Brooklyn Nets general manager says Blake Griffin feeling good, dunks no shock

ByRamona Shelburne ESPN logo
Friday, May 28, 2021

Brooklyn Nets general manager Sean Marks wasn't on social media Tuesday night when his starting power forward Blake Griffin started trending after two thunderous dunks over Boston Celtics center Robert Williams III.

But he wasn't surprised that the former dunk contest champion could still do that.

"He'd be the first to tell you he won't be jumping over a car anytime soon," Marks told ESPN. "But I think it's pretty clear for pretty much anyone just watching him play, he's feeling good.

"I honestly think it's almost, day by day, he keeps getting better and better and better."

When he joined the Nets as a free agent in February, after reaching a buyout agreement with the Detroit Pistons, Griffin hadn't dunked in a game since Dec. 12, 2019. In 28 games since joining the Nets, he has dunked 19 times. But it's not just a change in scenery-- or championship prospects-- that is giving him a lift.

Griffin's manager, Taylor Griffin, told ESPN that his brother had always targeted March in his return from a second arthroscopic knee surgery to fix a torn meniscus, which hampered him in Detroit's run to its first playoff appearance in three years during the 2019 season.

When the NBA decided to move up the start of this season to Christmas. Griffin still had three months of rehabilitation work to do in coming back from his second knee surgery in less than nine months.

"It was definitely a hurried-up schedule," Taylor Griffin said. "And I think we saw that a lot of guys just needed a little bit more time to get all the way back to game shape.

"He had already sat out so much of the previous year, there was no chance he'd sit out [the start of this season]. ... His knee was 100% healthy, but there's a difference in your body being healthy and being ready to play NBA level minutes every night."

In other words, Griffin wasn't going to be dunking much. He had already gone through too big of a setback after the first surgery, in April 2019, failed to correct the knee problem. "He didn't get as clean the first time as we would have hoped," Taylor Griffin said. "He always felt like there was something still off that whole time he was trying to play last season.

"But it was like night and day after the second procedure [in January 2020]."

Griffin averaged 12.3 points, 5.2 rebounds and 4.9 assists in 20 games with the Pistons this season before both sides agreed to work on a trade or a buyout agreement. The Pistons were beginning a rebuild under new general manager Troy Weaver, whereas 31-year-old Griffin had just spent a year and a half trying to get his knee right so he could pick up where he'd left off, when the Pistons made the playoffs.

Griffin gave back a significant amount of money as part of his buyout agreement with the Pistons. Once he cleared waivers, Brooklyn quickly became his top choice.

Marks and the Nets took a long view on Griffin's health when they signed him as a free agent.

"We were going to take our time with him," Marks said. "Just to make sure we weren't pushing him too far, too fast, too early and so forth. "We knew what we were getting in terms of veteran and high-IQ player. So it was about being able to maximize what he's got left, career-wise. And from the first day we got him, we could see, 'OK, there's some more there.'"

Griffin has been far more productive, in about 10 fewer minutes per game with the Nets, than he was with the Pistons, shooting 12.7% better from the field and 6.8% better from behind the 3-point arc.

But it's those dunks that have turned heads on social media.

"We knew he could still dunk like that," said Griffin's longtime agent, Sam Goldfeder of Excel Sports. "It wasn't a surprise. It was just a matter of time."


PROBLEM DETAILS>
Beginning with the line that has "Locate an element on the screen. This" in it, transcribe the listing exactly through its final line, and add nothing.
▼▼▼
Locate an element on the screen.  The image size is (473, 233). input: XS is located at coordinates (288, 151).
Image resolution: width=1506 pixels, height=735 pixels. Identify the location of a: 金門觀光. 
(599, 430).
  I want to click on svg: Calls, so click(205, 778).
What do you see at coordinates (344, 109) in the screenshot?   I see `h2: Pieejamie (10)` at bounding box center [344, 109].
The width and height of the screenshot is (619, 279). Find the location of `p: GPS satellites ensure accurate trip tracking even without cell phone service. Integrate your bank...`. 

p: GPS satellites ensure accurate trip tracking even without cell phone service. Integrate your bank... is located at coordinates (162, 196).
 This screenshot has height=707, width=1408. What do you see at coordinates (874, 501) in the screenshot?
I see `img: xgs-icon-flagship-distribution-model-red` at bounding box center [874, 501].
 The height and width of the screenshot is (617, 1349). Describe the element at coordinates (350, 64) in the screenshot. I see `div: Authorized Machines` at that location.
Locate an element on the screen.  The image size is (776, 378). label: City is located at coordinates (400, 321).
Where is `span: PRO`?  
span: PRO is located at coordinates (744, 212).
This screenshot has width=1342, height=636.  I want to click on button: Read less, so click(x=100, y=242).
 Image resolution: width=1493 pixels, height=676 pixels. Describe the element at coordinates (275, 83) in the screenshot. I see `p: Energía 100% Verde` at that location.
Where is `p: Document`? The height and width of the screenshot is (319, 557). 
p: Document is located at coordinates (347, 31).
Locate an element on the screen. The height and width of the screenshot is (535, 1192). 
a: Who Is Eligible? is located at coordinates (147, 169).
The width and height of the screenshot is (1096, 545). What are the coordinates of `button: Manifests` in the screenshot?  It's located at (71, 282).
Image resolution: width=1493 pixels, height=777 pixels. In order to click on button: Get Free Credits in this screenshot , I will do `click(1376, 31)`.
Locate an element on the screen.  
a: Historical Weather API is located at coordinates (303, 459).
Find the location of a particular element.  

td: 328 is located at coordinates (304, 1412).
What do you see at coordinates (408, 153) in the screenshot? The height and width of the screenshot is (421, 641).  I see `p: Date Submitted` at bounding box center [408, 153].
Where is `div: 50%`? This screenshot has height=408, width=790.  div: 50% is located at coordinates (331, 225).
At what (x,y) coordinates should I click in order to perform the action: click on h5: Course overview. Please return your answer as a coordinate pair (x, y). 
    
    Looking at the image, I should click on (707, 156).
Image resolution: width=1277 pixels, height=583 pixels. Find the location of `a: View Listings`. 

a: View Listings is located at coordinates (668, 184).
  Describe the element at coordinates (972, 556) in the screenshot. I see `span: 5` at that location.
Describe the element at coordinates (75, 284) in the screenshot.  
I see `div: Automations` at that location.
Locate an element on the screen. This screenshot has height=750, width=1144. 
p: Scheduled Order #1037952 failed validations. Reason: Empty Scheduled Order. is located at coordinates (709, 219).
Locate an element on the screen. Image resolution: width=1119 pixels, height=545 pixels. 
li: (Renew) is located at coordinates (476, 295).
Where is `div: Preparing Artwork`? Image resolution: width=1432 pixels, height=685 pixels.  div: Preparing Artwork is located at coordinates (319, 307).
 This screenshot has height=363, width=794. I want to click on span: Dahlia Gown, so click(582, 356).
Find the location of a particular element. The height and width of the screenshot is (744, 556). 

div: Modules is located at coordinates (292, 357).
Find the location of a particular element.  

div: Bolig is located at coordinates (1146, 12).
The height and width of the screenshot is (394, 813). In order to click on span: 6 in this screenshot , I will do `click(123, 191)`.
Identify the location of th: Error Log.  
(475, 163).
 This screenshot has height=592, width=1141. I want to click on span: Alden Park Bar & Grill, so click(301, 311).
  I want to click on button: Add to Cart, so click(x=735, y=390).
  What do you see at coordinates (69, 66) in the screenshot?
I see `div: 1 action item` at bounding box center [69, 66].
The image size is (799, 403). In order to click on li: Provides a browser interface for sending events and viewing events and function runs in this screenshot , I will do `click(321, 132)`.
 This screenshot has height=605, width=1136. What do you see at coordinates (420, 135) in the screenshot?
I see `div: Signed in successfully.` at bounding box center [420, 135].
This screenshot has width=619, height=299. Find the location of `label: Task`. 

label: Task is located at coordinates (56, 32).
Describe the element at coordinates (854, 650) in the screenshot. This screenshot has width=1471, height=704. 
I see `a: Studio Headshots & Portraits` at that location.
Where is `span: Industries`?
▲▲▲
EXERCISE RESULT>
Locate an element on the screen. This screenshot has height=750, width=1144. 
p: Scheduled Order #1037952 failed validations. Reason: Empty Scheduled Order. is located at coordinates (709, 219).
Locate an element on the screen. Image resolution: width=1119 pixels, height=545 pixels. 
li: (Renew) is located at coordinates (476, 295).
Where is `div: Preparing Artwork`? Image resolution: width=1432 pixels, height=685 pixels.  div: Preparing Artwork is located at coordinates (319, 307).
 This screenshot has height=363, width=794. I want to click on span: Dahlia Gown, so click(582, 356).
Find the location of a particular element. The height and width of the screenshot is (744, 556). 

div: Modules is located at coordinates (292, 357).
Find the location of a particular element.  

div: Bolig is located at coordinates (1146, 12).
The height and width of the screenshot is (394, 813). In order to click on span: 6 in this screenshot , I will do `click(123, 191)`.
Identify the location of th: Error Log.  
(475, 163).
 This screenshot has height=592, width=1141. I want to click on span: Alden Park Bar & Grill, so click(301, 311).
  I want to click on button: Add to Cart, so click(x=735, y=390).
  What do you see at coordinates (69, 66) in the screenshot?
I see `div: 1 action item` at bounding box center [69, 66].
The image size is (799, 403). In order to click on li: Provides a browser interface for sending events and viewing events and function runs in this screenshot , I will do `click(321, 132)`.
 This screenshot has height=605, width=1136. What do you see at coordinates (420, 135) in the screenshot?
I see `div: Signed in successfully.` at bounding box center [420, 135].
This screenshot has width=619, height=299. Find the location of `label: Task`. 

label: Task is located at coordinates (56, 32).
Describe the element at coordinates (854, 650) in the screenshot. This screenshot has width=1471, height=704. 
I see `a: Studio Headshots & Portraits` at that location.
Where is `span: Industries`?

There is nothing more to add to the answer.